Several minutes later, when the men were alone in an elevator, Jagoe “came up to me and grabbed my groin . . . and kissed me on the mouth,” he said. “He grabbed me very hard. I had a lot of pain for a couple of days.”
Ford said several factors that cast reasonable doubt on the story lead him to rule not guilty.
Chief among them was the fact that the accuser did not report the incident to any of the numerous law enforcement agents who work at Midway in the approximately 40 minutes between when it was alleged to have occurred and when he boarded a flight home.
The man’s wife notified Chicago police two and half hours later when her husband broke down crying and told her the story in their Kansas City home, the wife testified.
Assistant State’s Attorney Tami Strickman said the man delayed notifying authorities because he was in shock and wasn’t positive what had occurred was illegal.
The judge also questioned why surveillance video aired in court showed the men hugging and briefly holding hands in the chapel after the priest allegedly touched his groin.
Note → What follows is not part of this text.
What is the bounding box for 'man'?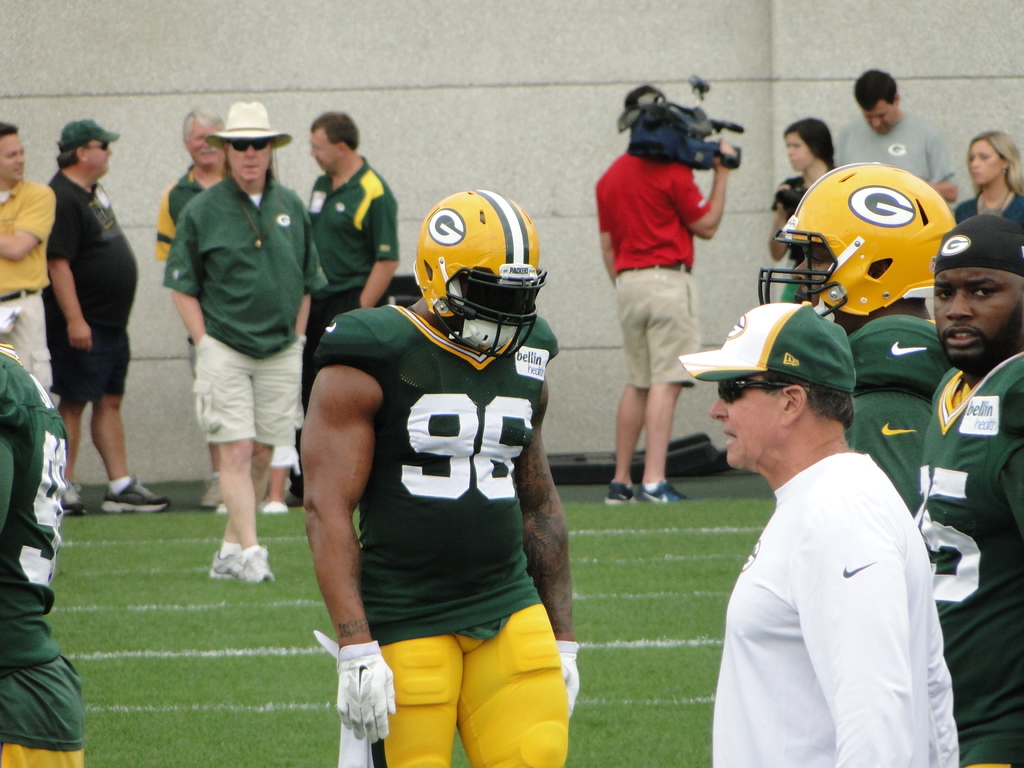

Video footage also showed the man chatting with Jagoe and following him into an elevator after leaving the chapel.
In making his decision, the judge also pointed to testimony from the man about being kissed by the priest that contradicted statements he made to police indicating the priest “attempted” to kiss him.
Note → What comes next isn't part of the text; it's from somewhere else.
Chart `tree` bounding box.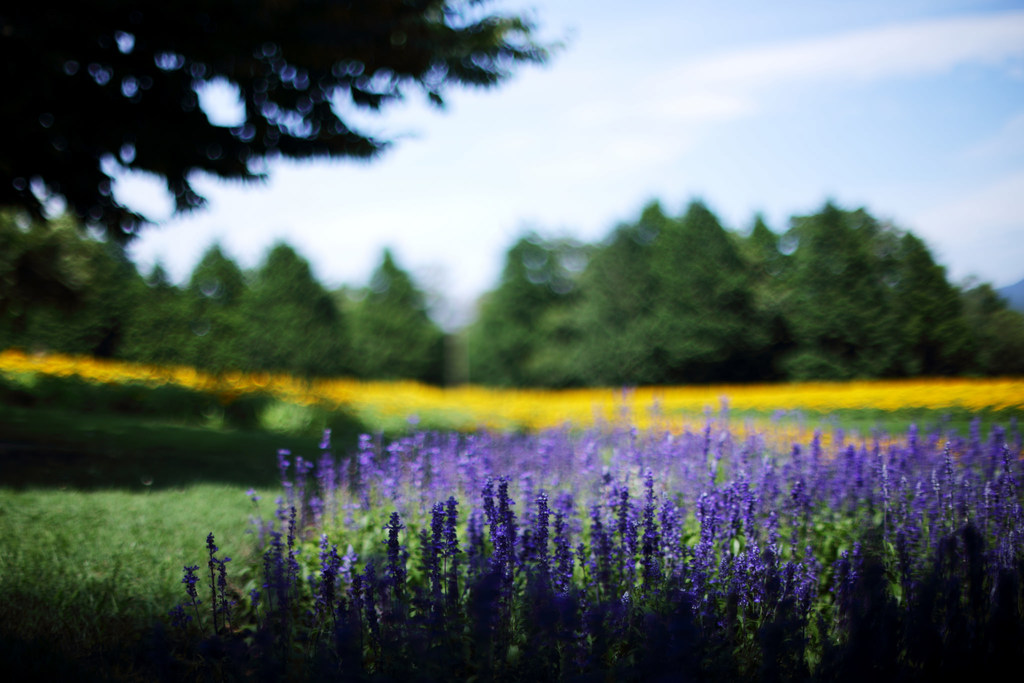
Charted: (0, 0, 576, 233).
Jagoe, a priest who serves in the order of Dominican Friars, declined to comment after the trial.
Rev. Charles E. Bouchard, Prior Provincial of the Dominican Friars Central Province in Chicago, said in a statement issued after the verdict: “We take allegations of sexual misconduct very seriously, but there are instances of false or unsubstantiated claims. We’re glad that in this case Father Jagoe’s name was cleared by the court. There was a rush to judgement at the time, that is understandable but unfair in this case as the court found him to be not guilty.”
Bill Skowronski, a spokesman for the Dominican Friars Central Province, said at the time of the allegations, Jagoe was retired and assigned to limited service at Midway Airport. Jagoe, who was ordained in 1960, was removed from ministry immediately when charges were filed and stripped of his rites to celebrate sacrament any where in the Order, per the Order’s national policy.
In the wake of the not guilty ruling, “he is reinstated as a priest in good standing,” Skowronski said.
Contributing: Francine Knowles
“Ford said several factors that cast reasonable doubt on the story lead him to rule not guilty.
“Chief among them was the fact that the accuser did not report the incident to any of the numerous law enforcement agents who work at Midway in the approximately 40 minutes between when it was alleged to have occurred and when he boarded a flight home.
“The man’s wife notified Chicago police two and half hours later when her husband broke down crying and told her the story in their Kansas City home, the wife testified.”
I have trouble with the judge’s logic on this point. I don’t know about the rest of the factors which led her to acquit, but on this it does not in the least surprise me that the man didn’t report the priest immediately because (1) he, the complainant, was no doubt in a state of shock, and (2) he probably was anxious to get out of there and get home and was perhaps afraid he would have missed his flight had he reported on the spot.